Elena Irwin, an associate professor of economics at Ohio State University, said the research regarding small retailers and stores like Wal-Mart is crystal clear.
"Small retailers get driven out of business when Wal-Mart moves into town," she said. "The research on the overall effect of Wal-Mart on jobs is mixed. There is the possibility of a significant loss of jobs or a modest increase after five years. Communities shouldn't expect a net increase in jobs because a Wal-Mart moves to town."
But, for the owners of the locally owned businesses that compete with the country's retail giants, as well as for their employees, figuring out the net effect isn't what's important. They want to hold onto their jobs, and to do it they have to figure out just what they are capable of doing better than the big-box stores.
That's precisely what Lara Amodei, who owns Carcieri's along with her husband, said she is trying to figure out. Wal-Mart plans on opening a 135,000-square-foot discount store, a short drive from Carcieri's. The new discount Wal-Mart store will sell nearly all the dry foods, cleaning supplies and household goods that are now sold at Carcieri's and probably, according to Amodei, at a much cheaper price.
"They will definitely run their prices lower than us," she said. "We can't buy at the prices they buy at. We know what it takes to run our business, and we know their moving in will have an effect."
The 6,400-square-foot Carcieri's, with its tightly packed six aisles, employs 24 people. Most of the store's nine full-time employees work behind the market's full-service fresh meat counter, which Amodei said provides nearly 49 percent of the operation's business. The store was bought by the Amodeis in 1976 from the Carcieri family who had run the business for three generations. Since then, the store has weathered the arrival of a Stop & Shop, as well as a number of additional convenience stores, and has still managed to hold on to its customers.
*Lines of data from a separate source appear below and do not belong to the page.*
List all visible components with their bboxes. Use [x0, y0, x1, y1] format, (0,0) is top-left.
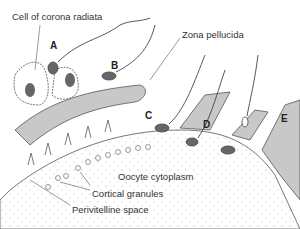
stage-label-c: C — [145, 110, 152, 121]
label-cortical-granules: Cortical granules — [92, 188, 163, 199]
label-zona-pellucida: Zona pellucida — [182, 29, 244, 40]
stage-label-b: B — [111, 60, 118, 71]
fertilization-diagram: Cell of corona radiata Zona pellucida Oo… — [0, 0, 300, 229]
zona-pellucida-band-2 — [232, 110, 268, 140]
label-perivitelline-space: Perivitelline space — [72, 204, 149, 215]
stage-label-e: E — [281, 113, 288, 124]
stage-label-a: A — [50, 40, 57, 51]
stage-label-d: D — [203, 119, 210, 130]
label-oocyte-cytoplasm: Oocyte cytoplasm — [118, 171, 194, 182]
label-corona-radiata: Cell of corona radiata — [12, 11, 102, 22]
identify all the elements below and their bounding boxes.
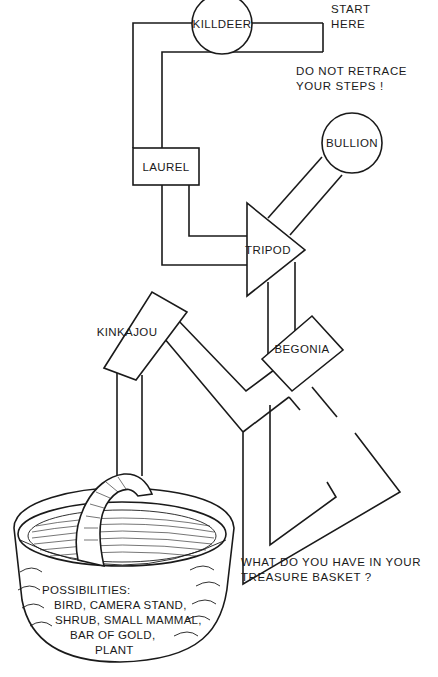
treasure-maze-diagram: KILLDEER START HERE DO NOT RETRACE YOUR … [0,0,438,677]
basket-line-3: BAR OF GOLD, [70,629,155,641]
node-killdeer-label: KILLDEER [193,18,252,30]
node-laurel-label: LAUREL [142,161,189,173]
question-line2: TREASURE BASKET ? [241,571,372,583]
node-killdeer[interactable]: KILLDEER [192,0,252,54]
start-note-line2: HERE [331,18,365,30]
node-laurel[interactable]: LAUREL [133,148,199,185]
start-note-line1: START [331,3,371,15]
node-tripod[interactable]: TRIPOD [245,203,305,296]
node-tripod-label: TRIPOD [245,244,291,256]
rule-note-line1: DO NOT RETRACE [296,65,407,77]
node-begonia-label: BEGONIA [274,343,329,355]
rule-note-line2: YOUR STEPS ! [296,80,384,92]
node-bullion[interactable]: BULLION [322,113,382,173]
node-kinkajou[interactable]: KINKAJOU [97,292,187,380]
path-kinkajou-to-basket [117,366,142,476]
node-kinkajou-label: KINKAJOU [97,326,158,338]
path-tripod-to-bullion [268,157,342,235]
question-line1: WHAT DO YOU HAVE IN YOUR [241,556,421,568]
node-begonia[interactable]: BEGONIA [262,316,343,391]
basket-line-1: BIRD, CAMERA STAND, [54,599,187,611]
node-bullion-label: BULLION [326,137,378,149]
path-laurel-to-tripod [162,185,247,265]
basket-line-4: PLANT [95,644,134,656]
basket-line-2: SHRUB, SMALL MAMMAL, [55,614,202,626]
basket-heading: POSSIBILITIES: [42,584,131,596]
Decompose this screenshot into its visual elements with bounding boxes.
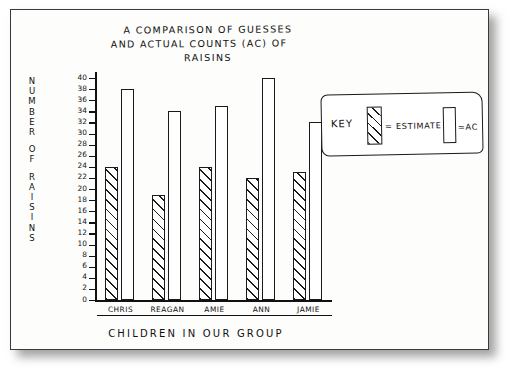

"Every time one of the major chains opens, in the beginning it draws away some of our business," Amodei said. "It's curiosity. But, after a while, our customers come back. We're known for our meat department. We have people who come in all the way from Newport just for our meats. That's our niche."
The new Wal-Mart won't have meats or a produce department. Amodei thinks that difference should keep her in business. But, if it doesn't, she knows where she'll have to make up for the lost sales. "We'll reduce hours for our employees," she said. "We'll have to adjust our overhead."
Down Route 95 in Coventry, Tom's Market, another locally owned grocery store, is adjusting to increased competition from the Wal-Mart in town that's expanding to a full range of groceries. Tom's employs 30 people, about one-third of whom work full-time. The 7,000-square-foot store, according to Glenn Place, the manager, has been trying to figure out how to adjust to the expanded Wal-Mart since employees found out about the change about two years ago.
"We were all concerned, so we sat down, and we talked about it," Place said. "We looked at the situation and said 'Hey, we can do this.' What we've done is decide to concentrate heavily on prepared foods and the catering end of the business. We felt that with Wal-Mart expanding, if we concentrated on prepared foods, we could branch away from what they were doing."